HSTA is a high-speed transport agent that provides MPI-like performance using Dragon Channels. HSTA uses libfrabric or libucp for communication over Slingshot or Infiniband high-speed interconnection networks. If you have one of these networks you can configure HSTA to run on it using the appropriate dragon-config options. See the Installation section for examples of how to configure Dragon to use HSTA.

The HSTA transport agent is currently not available in the opensource version of Dragon. For inquiries about Dragon’s high speed RDMA-based transport, please contact HPE by emailing dragonhpc@hpe.com .

TCP-based Transport Agent

The TCP-based transport agent is the default transport agent for the Dragon opensource package. The TCP transport agent utilizes standard TCP for inter-node communication through Dragon Channels.

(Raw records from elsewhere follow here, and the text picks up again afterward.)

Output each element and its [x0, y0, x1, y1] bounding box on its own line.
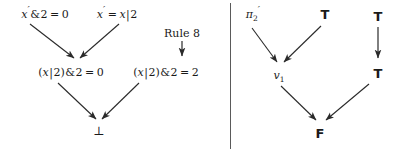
false-glyph: F: [315, 126, 324, 141]
v-subscript: 1: [280, 75, 285, 84]
panel-divider: [230, 3, 231, 149]
rhs-two: 2: [192, 66, 199, 79]
edge-prem-right-to-concl-left: [80, 24, 119, 58]
edge-t-side-to-f: [326, 84, 369, 120]
node-premise-left: x′&2=0: [21, 9, 69, 20]
edge-prem-left-to-concl-left: [30, 24, 74, 58]
rhs-var: x: [119, 8, 125, 21]
rhs-zero: 0: [97, 66, 104, 79]
node-conclusion-right: (x|2)&2=2: [133, 67, 199, 78]
rule-annotation-label: Rule 8: [164, 28, 200, 39]
bottom-symbol: ⊥: [93, 124, 104, 138]
node-true-side-top: T: [373, 10, 382, 23]
rhs-zero: 0: [62, 8, 69, 21]
edge-pi2-to-v1: [252, 28, 277, 62]
equals-sign: =: [83, 66, 97, 79]
node-conclusion-left: (x|2)&2=0: [38, 67, 104, 78]
true-glyph: T: [373, 9, 382, 24]
and-operator: &: [65, 66, 76, 79]
inner-var: x: [138, 66, 144, 79]
rhs-two: 2: [130, 8, 137, 21]
equals-sign: =: [105, 8, 119, 21]
and-operator: &: [30, 8, 41, 21]
edge-v1-to-f: [281, 86, 316, 120]
node-pi2-prime: π2′: [246, 9, 260, 20]
equals-sign: =: [178, 66, 192, 79]
true-glyph: T: [320, 7, 329, 22]
edge-concl-left-to-bottom: [58, 83, 96, 119]
rule-label-text: Rule 8: [164, 27, 200, 40]
proof-figure: x′&2=0 x′=x|2 (x|2)&2=0 (x|2)&2=2 ⊥ Rule…: [0, 0, 405, 152]
node-true-top: T: [320, 8, 329, 21]
and-operator: &: [160, 66, 171, 79]
node-bottom-contradiction: ⊥: [93, 125, 104, 137]
node-false-bottom: F: [315, 127, 324, 140]
edge-t-top-to-v1: [284, 26, 321, 62]
true-glyph: T: [373, 66, 382, 81]
prime-glyph: ′: [258, 4, 260, 15]
close-paren: ): [60, 66, 64, 79]
edge-concl-right-to-bottom: [102, 83, 139, 119]
node-premise-right: x′=x|2: [97, 9, 138, 20]
node-true-side-bottom: T: [373, 67, 382, 80]
inner-var: x: [43, 66, 49, 79]
close-paren: ): [155, 66, 159, 79]
node-v1: v1: [274, 70, 285, 81]
equals-sign: =: [48, 8, 62, 21]
pi-subscript: 2: [253, 14, 258, 23]
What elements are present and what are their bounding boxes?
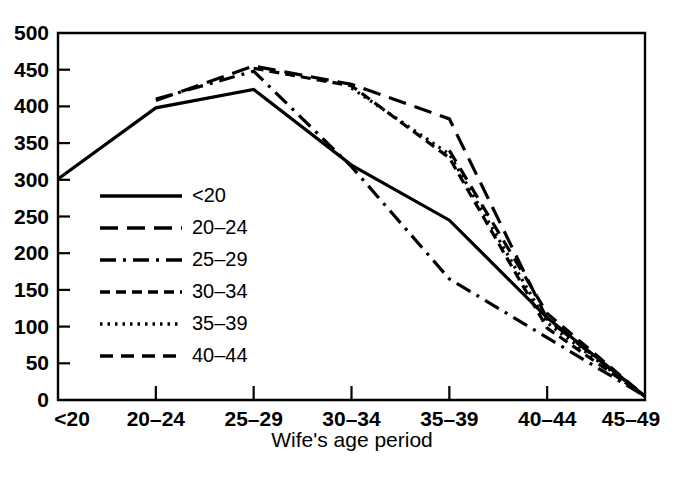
- legend-label: 30–34: [192, 280, 248, 302]
- legend-label: 35–39: [192, 312, 248, 334]
- series-line-40to44: [449, 150, 645, 396]
- x-tick-label: <20: [54, 407, 90, 430]
- y-tick-label: 200: [14, 241, 49, 264]
- y-tick-label: 100: [14, 315, 49, 338]
- x-tick-label: 20–24: [127, 407, 186, 430]
- series-line-under20: [58, 90, 645, 397]
- legend-label: 40–44: [192, 344, 248, 366]
- legend-label: <20: [192, 184, 226, 206]
- line-chart-figure: 050100150200250300350400450500 <2020–242…: [0, 0, 687, 487]
- x-tick-label: 30–34: [322, 407, 381, 430]
- x-tick-label: 25–29: [224, 407, 282, 430]
- legend-label: 25–29: [192, 248, 248, 270]
- legend-label: 20–24: [192, 216, 248, 238]
- y-tick-label: 400: [14, 94, 49, 117]
- y-tick-label: 500: [14, 21, 49, 44]
- y-tick-label: 350: [14, 131, 49, 154]
- y-axis-ticks: 050100150200250300350400450500: [14, 21, 70, 411]
- y-tick-label: 0: [37, 388, 49, 411]
- data-series-group: [58, 66, 645, 396]
- chart-legend: <2020–2425–2930–3435–3940–44: [100, 184, 248, 366]
- x-tick-label: 45–49: [602, 407, 660, 430]
- y-tick-label: 250: [14, 205, 49, 228]
- x-axis-title: Wife's age period: [271, 428, 433, 451]
- y-tick-label: 50: [26, 351, 49, 374]
- y-tick-label: 150: [14, 278, 49, 301]
- y-tick-label: 300: [14, 168, 49, 191]
- x-tick-label: 40–44: [518, 407, 577, 430]
- series-line-35to39: [352, 88, 646, 396]
- chart-container: 050100150200250300350400450500 <2020–242…: [0, 0, 687, 487]
- x-tick-label: 35–39: [420, 407, 478, 430]
- y-tick-label: 450: [14, 58, 49, 81]
- x-axis-ticks: <2020–2425–2930–3435–3940–4445–49: [54, 386, 660, 430]
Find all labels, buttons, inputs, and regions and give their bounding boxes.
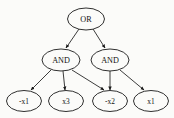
node-l1[interactable]: -x1 <box>7 91 42 112</box>
edge-and1-to-l2 <box>63 71 65 90</box>
node-layer: ORANDAND-x1x3-x2x1 <box>7 8 169 112</box>
edge-and1-to-l3 <box>72 70 104 90</box>
node-label-and1: AND <box>52 56 70 65</box>
figure-canvas: ORANDAND-x1x3-x2x1 <box>0 0 174 118</box>
node-label-l4: x1 <box>147 97 155 106</box>
edge-and1-to-l1 <box>31 70 51 90</box>
node-label-l2: x3 <box>62 97 70 106</box>
node-and2[interactable]: AND <box>91 49 129 71</box>
node-label-or: OR <box>80 15 92 24</box>
node-label-l3: -x2 <box>105 97 115 106</box>
node-label-and2: AND <box>101 56 119 65</box>
node-l2[interactable]: x3 <box>49 91 84 112</box>
edge-or-to-and1 <box>66 29 79 48</box>
edge-or-to-and2 <box>93 29 105 48</box>
edge-and2-to-l4 <box>120 70 144 90</box>
node-and1[interactable]: AND <box>42 49 80 71</box>
node-label-l1: -x1 <box>19 97 29 106</box>
node-l3[interactable]: -x2 <box>93 91 128 112</box>
node-l4[interactable]: x1 <box>134 91 169 112</box>
node-or[interactable]: OR <box>68 8 105 30</box>
circuit-graph: ORANDAND-x1x3-x2x1 <box>0 0 174 118</box>
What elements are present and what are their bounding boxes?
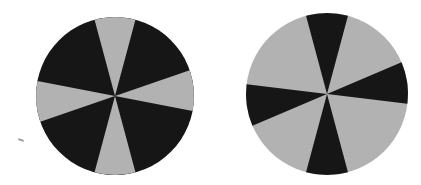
- wedge-circles-figure: [0, 0, 421, 185]
- right-circle: [246, 13, 408, 175]
- left-circle: [36, 17, 194, 175]
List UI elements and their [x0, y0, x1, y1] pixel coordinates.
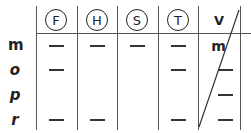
strike-through-line	[0, 0, 251, 133]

When using a version of Dragon that includes the HSTA transport agent and you prefer to use the TCP transport agent, the --transport tcp option can be passed to the launcher (see: FAQ and Launcher options). The dragon-config command can also be used to specify that the TCP transport should be used. To do that you run dragon-config as follows.

The TCP agent is configured to use port 7575 by default. If that port is blocked, it can be changed with the --port argument to dragon. If not specific, 7575 is used:, eg:

# Port 7575 used
$ dragon --nodes 2 p2p_lat.py --iterations 100 --lg_max_message_size 12 --dragon

# Port 7000 used
$ dragon --port 7000 --nodes 2 p2p_lat.py --iterations 100 --lg_max_message_size 12 --dragon

The TCP transport agent also favors known Cray high-speed interconnect networks by default. This is accomplished via regex specification of the network’s named prefix matchin ipogif (Aries) or hsn (Slingshot): r'^(hsn|ipogif)d+$'. To change, for example, to match only hsn networks, the --network-prefix argument could be used:

$ dragon --network-prefix hsn --nodes 2 p2p_lat.py --iterations 100 --lg_max_message_size 12 --dragon

Known Issue: If a --network-prefix argument is given that doesn’t actually exist, the Dragon runtime will enter a hung state. This will be fixed in future releases. For now, a ctrl+z and kill will be necessary to recover.